None of this should lead us to lose sight however, of the fact that transference as a universal has singularity built into it, according it the status of psychoanalysis’s version of what is known in physics as a ‘universal variable’: it is an empty designator; a hollow sheaf; the hole at the centre of psychoanalytic theory indicating the non-place of psychoanalysis’s failure to coincide with itself and the blank around which analytic theory-praxis is organised, mirroring the non-(self)-coincidence of the ego. The manifestation of transference is a singularity that participates only in its own singularity; in transference, what is universal is precisely the guarantee that every time it will be singular, that each instance of transference will be different. This, then, is one of the primary tasks of an analysis: to elucidate and dissolve these manifestations, unique to each treatment. But how is this to be done? Beginning to sketch an answer to this question will constitute the final part of this paper.
In the consulting room—all being well with the treatment, of course—transference enables the analyst to grasp the singular non-(self)-coincidence of the patient as universal and, qua universal, as a singular nothingness. The patient, however, experiences the inverse: they grasp themselves as complete inasmuch as, in their stoking of the transferential fires, they a(void) their void by discharging it onto the analyst or the analytic situation, leaving them with a comfort in their (illusory) sense of self-consistency. Now up to this point, we have been discussing the universal-singular as the non-(self)-coincidence of the ego. We have argued that the ego fails to correspond to itself provoking anxiety leading to transference, or the a(void)ance of incompleteness by the (re)location of egological gaps onto the figure of the analyst. In order for us to fully indicate the importance of non-(self)-coincidence however, we must now gesture towards the manner in which our discussion relates to the unconscious; since, as we have seen, the work of Freud aims at delineating a savoir-faire within the non-place of the egological gap as such, reconstructing the excluded ‘other scene’ by engaging the challenge of landscaping a non-egological terrain of knowledge-praxis. Psychoanalysis aims, in other words, at being a discourse and treatment that operates in the domain of the unconscious.
It might be suggested that the positive phenomenological expression, in the clinic, of the existence of the unconscious, is found whenever the work knocks up against egological gaps – either the patient’s or the analyst’s – most recognisably in the well-known paraplexical forms but, also, in a slightly different register, in other obstacles in the work itself, frequently underpinned by fantasies regarding the analytic situation held by either the patient or the analyst. Now, the unconscious, from this point of view, just is the ego’s non-coincidence with itself: this clarifies why transference takes place unbeknownst to the patient. The elucidation of the unconscious as subsisting in the spaces of the non-(self)-coincidence of the ego, the sites of failed egological attempts to sustain a seamless fabric of perception and understanding about itself and the world, points us to perhaps the most famous statement from Freud’s key metapsychological paper on the unconscious, in which this is characterised by something entirely alien to the linear-logic of the ego: ‘exemption from mutual contradiction, primary process (mobility of cathexes), timelessness, and replacement of external by psychical reality’ (S.E. 14: 187). There is a negative theology in operation here; the unconscious is posited as functioning in accordance to a set of governing principles that are the obversion of egologic. This would suggest, then, a dialectical interaction between ego and unconscious. Where ego and unconscious are the inverse of one another, the conditions of each other’s possibility, they also constitute each other’s blind spots.
Thus, where the ego fails to correspond to itself, we speak of the unconscious; however, where the unconscious fails to meet itself, we speak of the ego. So, we can now see that if the ego misses itself by being universally-singular, the unconscious misses itself as singularly-universal, and these two terms stand in a non-reciprocal dialectical relation. In relation to neurotic suffering, this formulation permits a reading of the famous Freudian maxim, ‘Wo Es war, soll Ich werden’. The aim of the treatment is not, as the trite reception of this statement would have it, for the ego to usurp the unconscious, superseding and supplanting it. On the contrary: the task of analysis is to enable the ego to perceive how the very conditions of its possibility consist in the non-place of its failure to coincidence with itself, i.e. in its nothingness, or lack. Or, to put it more succinctly: part of the analytic endeavour is for the ego to gradually grasp that, without the unconscious, there would be no ego at all and to learn to tolerate the anxiety this produces.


TASK PROMPT:
Retyping the records exactly is the whole task.
☆ ☆ ☆ ☆ ☆ ☆ ☆
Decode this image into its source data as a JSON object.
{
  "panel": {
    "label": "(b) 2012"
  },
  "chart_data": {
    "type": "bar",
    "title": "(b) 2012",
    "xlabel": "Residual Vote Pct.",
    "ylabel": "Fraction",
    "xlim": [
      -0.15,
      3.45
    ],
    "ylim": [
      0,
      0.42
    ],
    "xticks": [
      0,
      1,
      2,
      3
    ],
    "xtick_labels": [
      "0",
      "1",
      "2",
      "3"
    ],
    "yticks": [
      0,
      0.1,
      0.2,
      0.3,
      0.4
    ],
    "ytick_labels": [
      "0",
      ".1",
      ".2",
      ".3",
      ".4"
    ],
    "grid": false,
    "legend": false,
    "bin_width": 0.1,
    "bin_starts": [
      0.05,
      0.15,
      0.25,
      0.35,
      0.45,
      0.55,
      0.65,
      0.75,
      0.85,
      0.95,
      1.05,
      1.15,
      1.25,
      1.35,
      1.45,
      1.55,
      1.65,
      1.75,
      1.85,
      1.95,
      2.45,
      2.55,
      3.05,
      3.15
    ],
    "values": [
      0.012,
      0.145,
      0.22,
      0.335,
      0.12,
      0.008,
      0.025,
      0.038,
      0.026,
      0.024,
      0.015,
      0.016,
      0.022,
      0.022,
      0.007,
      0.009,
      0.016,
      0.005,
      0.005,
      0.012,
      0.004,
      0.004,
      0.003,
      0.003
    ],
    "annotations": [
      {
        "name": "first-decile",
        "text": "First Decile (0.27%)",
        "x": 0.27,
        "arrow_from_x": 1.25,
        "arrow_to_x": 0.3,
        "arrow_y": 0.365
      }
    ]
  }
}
☆ ☆ ☆ ☆ ☆ ☆ ☆
FINAL ANSWER:
Decode this image into its source data as a JSON object.
{
  "panel": {
    "label": "(b) 2012"
  },
  "chart_data": {
    "type": "bar",
    "title": "(b) 2012",
    "xlabel": "Residual Vote Pct.",
    "ylabel": "Fraction",
    "xlim": [
      -0.15,
      3.45
    ],
    "ylim": [
      0,
      0.42
    ],
    "xticks": [
      0,
      1,
      2,
      3
    ],
    "xtick_labels": [
      "0",
      "1",
      "2",
      "3"
    ],
    "yticks": [
      0,
      0.1,
      0.2,
      0.3,
      0.4
    ],
    "ytick_labels": [
      "0",
      ".1",
      ".2",
      ".3",
      ".4"
    ],
    "grid": false,
    "legend": false,
    "bin_width": 0.1,
    "bin_starts": [
      0.05,
      0.15,
      0.25,
      0.35,
      0.45,
      0.55,
      0.65,
      0.75,
      0.85,
      0.95,
      1.05,
      1.15,
      1.25,
      1.35,
      1.45,
      1.55,
      1.65,
      1.75,
      1.85,
      1.95,
      2.45,
      2.55,
      3.05,
      3.15
    ],
    "values": [
      0.012,
      0.145,
      0.22,
      0.335,
      0.12,
      0.008,
      0.025,
      0.038,
      0.026,
      0.024,
      0.015,
      0.016,
      0.022,
      0.022,
      0.007,
      0.009,
      0.016,
      0.005,
      0.005,
      0.012,
      0.004,
      0.004,
      0.003,
      0.003
    ],
    "annotations": [
      {
        "name": "first-decile",
        "text": "First Decile (0.27%)",
        "x": 0.27,
        "arrow_from_x": 1.25,
        "arrow_to_x": 0.3,
        "arrow_y": 0.365
      }
    ]
  }
}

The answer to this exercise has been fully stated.